I’ll take my Skyrim with its blind and loveable bandits and underpaid Draugr, where the undead appear in the shops of Whiterun. Sure it may be strange and I might have lost a bunch of shop keepers to dragon attacks, but its mine. With Skyrim you must define your own immersive experience and be willing to not let what you think things should be, get in the way of what could be great… and weird.
Great post.
Wait, so blind bandits bother you, but the fact that every person in every town can only speak three sentences or so doesn’t blow your immersion? And don’t get me started on the guards. That’s a lot of arrows in a lot of knees, man. Also those injured knees seem to have no problem chasing my ass all over the place. Just saying. Skyrim is a great video game. Maybe on of the greatest. But we are still a pretty long way away from the technology required for the kind of glitch-free immersion you’re looking for. But goddamn it will be glorious when it happens. Good, imaginative post.
I think you may need a hobby that doesn’t include gaming.
Great post, very well written.
@Mandy, if you want people with hobbies that don’t include gaming find another site ’cause Unreality isn’t for you.

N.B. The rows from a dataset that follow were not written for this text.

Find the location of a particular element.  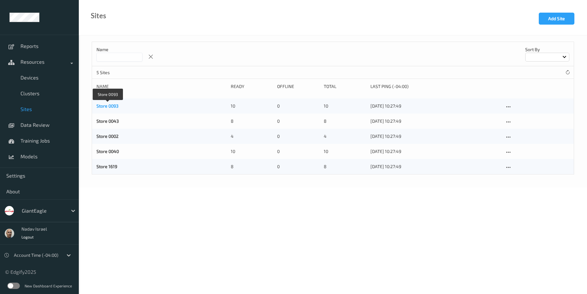

div: Offline is located at coordinates (298, 86). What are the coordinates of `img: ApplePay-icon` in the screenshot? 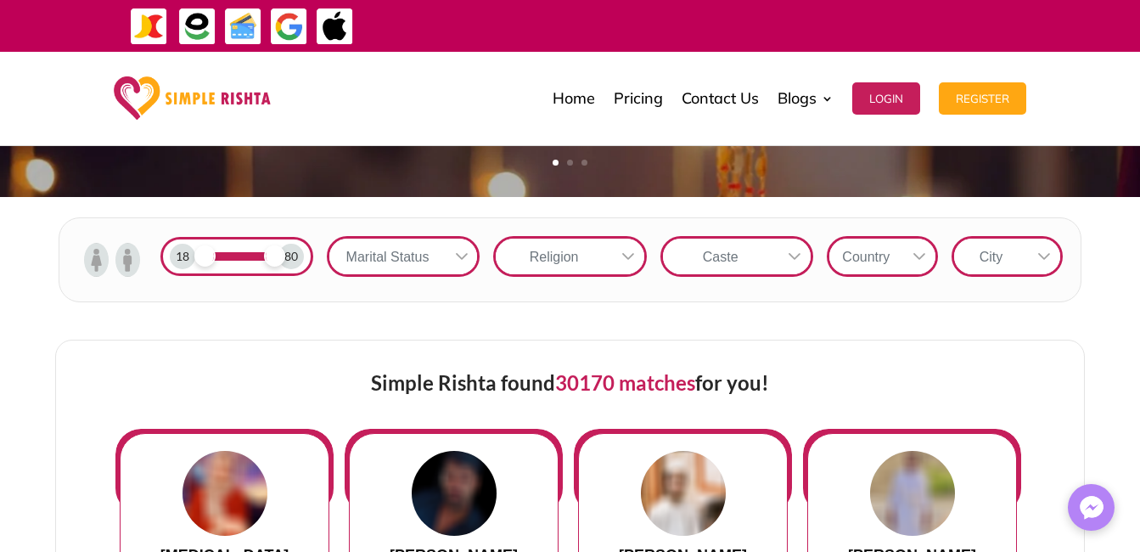 It's located at (334, 26).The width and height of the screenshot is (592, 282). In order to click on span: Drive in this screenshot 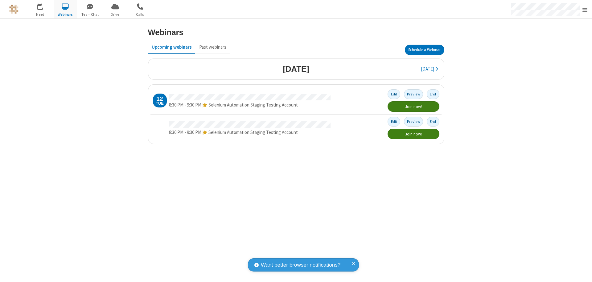, I will do `click(115, 14)`.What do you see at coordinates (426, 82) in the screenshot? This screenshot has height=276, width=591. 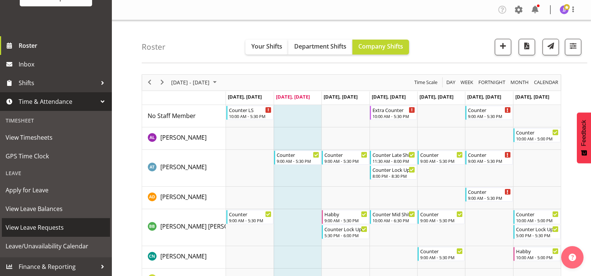 I see `button: Time Scale` at bounding box center [426, 82].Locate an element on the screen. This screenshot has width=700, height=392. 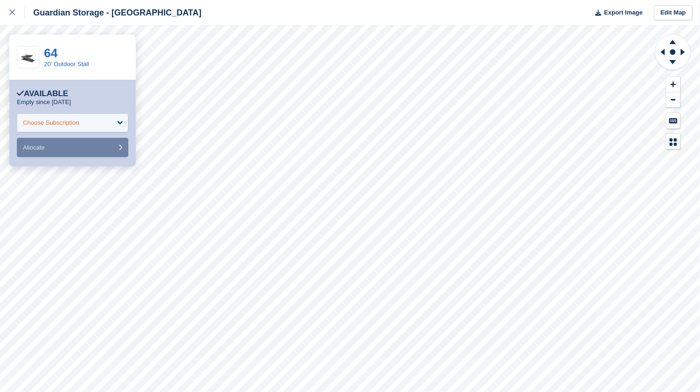
button: Zoom In is located at coordinates (674, 84).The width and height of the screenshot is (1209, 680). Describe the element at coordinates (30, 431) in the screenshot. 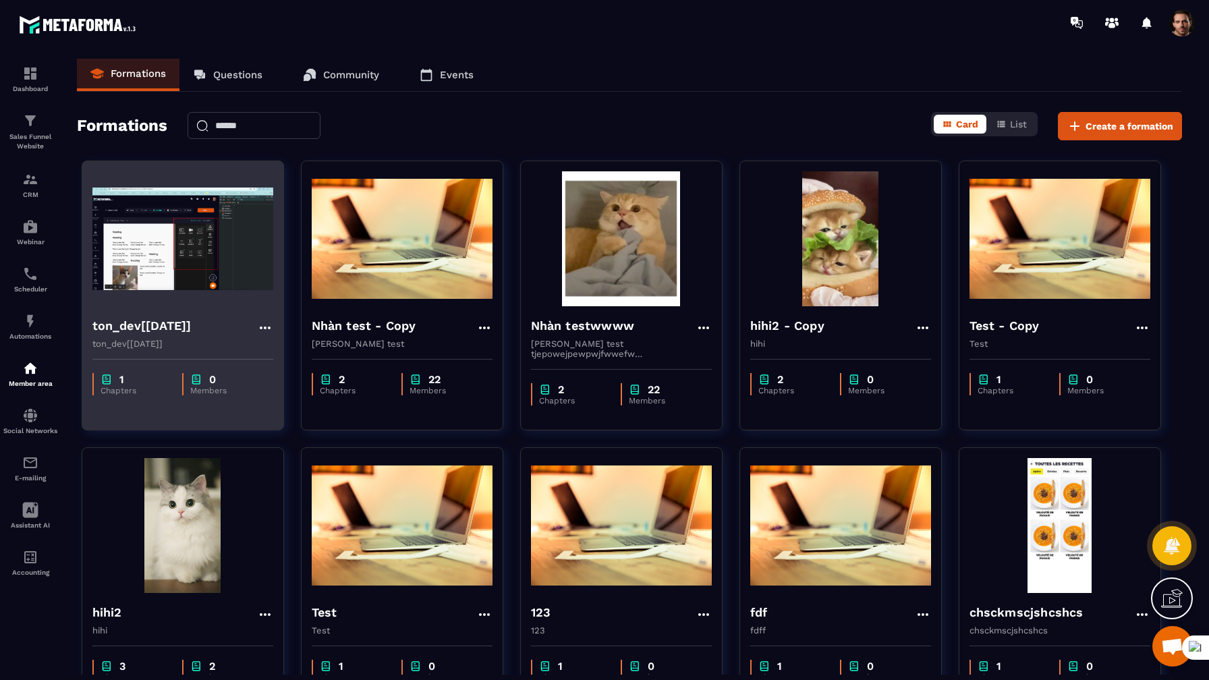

Skyrim is best viewed I think as a grand experiment in open world gaming. I personally don’t have it, but that’s because I don’t have £45 to blow on a game for PS3 I have heard has serious frame-rate issues. It IS seriously rough around the edges, and like most things pushing frontiers it has a charm of random events attached.
I’m not sure this is enough to convince me it is a valid game, for the prices they are charging I would expect a game that works properly and I can trust to allow me to play without serious malfunction. Note I say “trust” as I know many people have no serious problems
The total overkill of Skyrim on the internet is starting to get ridiculous. Everywhere I look people are taking arrows to the knee.
Only thing I really didn’t like about Skyrim was it’s utter lack of consequences. You could kill some really upper level guys as an assassin and only have to pay a fine. You didn’t even get penalized (by your Brotherhood guys) for being caught. It had it’s good and it’s bad, it’s still an imperfect “perfect” world.
This was a pretty well written essay. You should start featuring more of Dave Bast.
huh, i keep remembering what was said when skyrim was first anounced
“the questgivers in skyrim can all be killed, because they all have relatives that will take over for them if they die”
im not gonna go search for that quote, and i dont care who said it, i just wish it was the truth.
Skyrim was so great. Then ToR came along and I have no interest in it anymore 🙁
Skyrim has a ton of bugs. It crashes on me once a week; my “wife” is stuck in a temple and won’t leave despite everything i try; I’m a perpetual outlaw in that town, even if I submit to jail, and they won’t take me; and on and on.
With that said, it’s still my favorite video game of all time, and I can’t get enough it.
Pretty good read, is this guy writing any more about other video games or was this a one time thing?
Did yall notice that the both in skyrim and fallout new vegas there was a civil war going on.